From family business to family office: 3 risks that are often overlooked

Author: Uzay Sezer

Holder of a PhD in Business Administration and Management from Università Bocconi, his research explores family firms, corporate governance and incentive designs.


When a family sells or steps back from an operating business, the ensuing celebrations often follow a familiar script. After years of hard work, they have succeeded in building something of lasting value and can now enjoy its fruits.

What is rarely recognized is that the shift from running a business to running a family office is not a victory lap.

It’s more like starting a second business, with its own challenges, learning curve and risk of quietly unsettling business families who assume that the hard part is over.

The business was never simply an asset

For most families, the operating company was far more than a source of income.

As Berrone et al., Zellweger et al. and other scholars have shown, the identities of the family and the business become fused over time.

In this regard, what owners stand to gain and lose is never purely financial. It includes their reputation, their influence and their sense of continuity. Guided by a shared mission, the business offered a livelihood and a scoreboard that everyone in the family understood.

A diversified portfolio rarely provides the same sense of meaning. It can preserve the family’s wealth, but it does not automatically provide a shared purpose. Many families discover they must create one intentionally.

Leading a business investing wisely

The building blocks of stellar organizations—qualities such as control, speed, concentration and confidence in one’s own discernment—do not necessarily translate into successful stewardship of a diversified portfolio.

Running a business rewards deep expertise, decisive action and the ability to concentrate resources behind a strategy. Managing a family office demands a different set of capabilities grounded in delegation, diversification, patience, manager selection and the capacity to oversee multiple priorities without controlling each one directly.

This is not to say that family preferences should disappear when the business is sold. Research shows that family offices make systematically different financing choices than private equity firms undertaking similar investments, reflecting the distinctive goals and constraints of the families behind them.

But investing is a discipline in its own right, one that few founders have had reason to develop because running the business never required it of them.

Governance does not carry over

An operating business comes with built-in structure: board meetings, budgets and decisions that cannot wait.

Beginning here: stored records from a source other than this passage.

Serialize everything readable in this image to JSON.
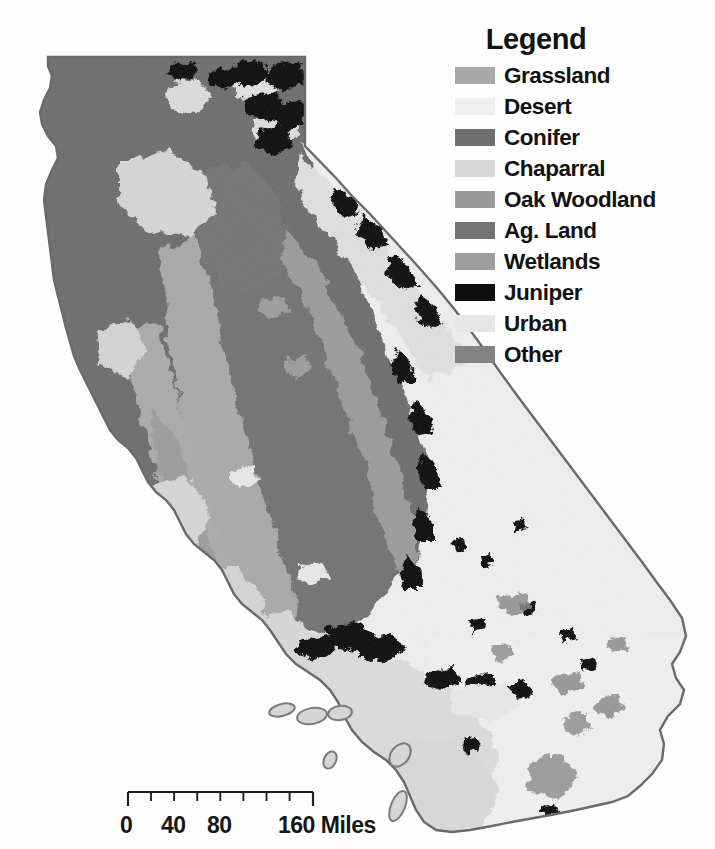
{
  "figure": {
    "kind": "land-cover-map",
    "region": "California",
    "background_color": "#fefefe"
  },
  "legend": {
    "title": "Legend",
    "items": [
      {
        "label": "Grassland",
        "color": "#a9a9a9"
      },
      {
        "label": "Desert",
        "color": "#efefef"
      },
      {
        "label": "Conifer",
        "color": "#6e6e6e"
      },
      {
        "label": "Chaparral",
        "color": "#d8d8d8"
      },
      {
        "label": "Oak Woodland",
        "color": "#9b9b9b"
      },
      {
        "label": "Ag. Land",
        "color": "#737373"
      },
      {
        "label": "Wetlands",
        "color": "#9d9d9d"
      },
      {
        "label": "Juniper",
        "color": "#0d0d0d"
      },
      {
        "label": "Urban",
        "color": "#e6e6e6"
      },
      {
        "label": "Other",
        "color": "#828282"
      }
    ]
  },
  "scalebar": {
    "labels": [
      "0",
      "40",
      "80",
      "160 Miles"
    ],
    "label_positions_px": [
      10,
      56,
      102,
      180
    ],
    "unit": "Miles",
    "max_value": 160,
    "tick_count": 9,
    "bar_length_px": 185,
    "line_color": "#1f1f1f"
  },
  "map": {
    "outline_color": "#6a6a6a",
    "ocean_color": "#fefefe",
    "classes": {
      "grassland": "#a9a9a9",
      "desert": "#efefef",
      "conifer": "#6e6e6e",
      "chaparral": "#d8d8d8",
      "oak_woodland": "#9b9b9b",
      "ag_land": "#737373",
      "wetlands": "#9d9d9d",
      "juniper": "#0d0d0d",
      "urban": "#e6e6e6",
      "other": "#828282"
    },
    "regions": [
      {
        "name": "north-coast-conifer",
        "class": "conifer"
      },
      {
        "name": "northeast-juniper",
        "class": "juniper"
      },
      {
        "name": "central-valley-ag",
        "class": "ag_land"
      },
      {
        "name": "sierra-nevada-conifer",
        "class": "conifer"
      },
      {
        "name": "coast-range-grassland",
        "class": "grassland"
      },
      {
        "name": "mojave-desert",
        "class": "desert"
      },
      {
        "name": "sonoran-desert",
        "class": "desert"
      },
      {
        "name": "southcoast-chaparral",
        "class": "chaparral"
      },
      {
        "name": "channel-islands",
        "class": "chaparral"
      }
    ]
  }
}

There are profit and loss statements, reporting lines, and, typically, a board asking uncomfortable questions.

In a family office, this scaffolding is absent unless someone intentionally builds it, and many families underestimate how much structure must be recreated.

In the UBS Global Family Office Report 2026, which surveyed 307 family offices from more than 30 markets, fewer than half had a formal governance system with board-level oversight.

Only 35 percent had a defined succession plan for the family office itself, and just 27 percent had a structured process to develop and prepare heirs for future roles.

Families plan carefully for the transfer of their wealth while devoting far less attention to the institution meant to steward it. Yet research on family wealth has long shown that these governance structures come with their own tensions and need to be designed deliberately.

The bottom line

In the realm of family business, legal structuring and tax planning are almost always handled well because families entrust these decisions to experienced professionals.

What is often ignored is the relational shift from owner-operators with skin in the game to shareholders of a pool of capital—a fundamental change in identity for which few families prepare.

The families who navigate this transition successfully refuse to treat the family office as a landing pad after the real work is finished. They consider it a second enterprise that needs its own strategy, governance and purpose.

The business gave the family a reason to work together for decades. The family office must earn that role as well.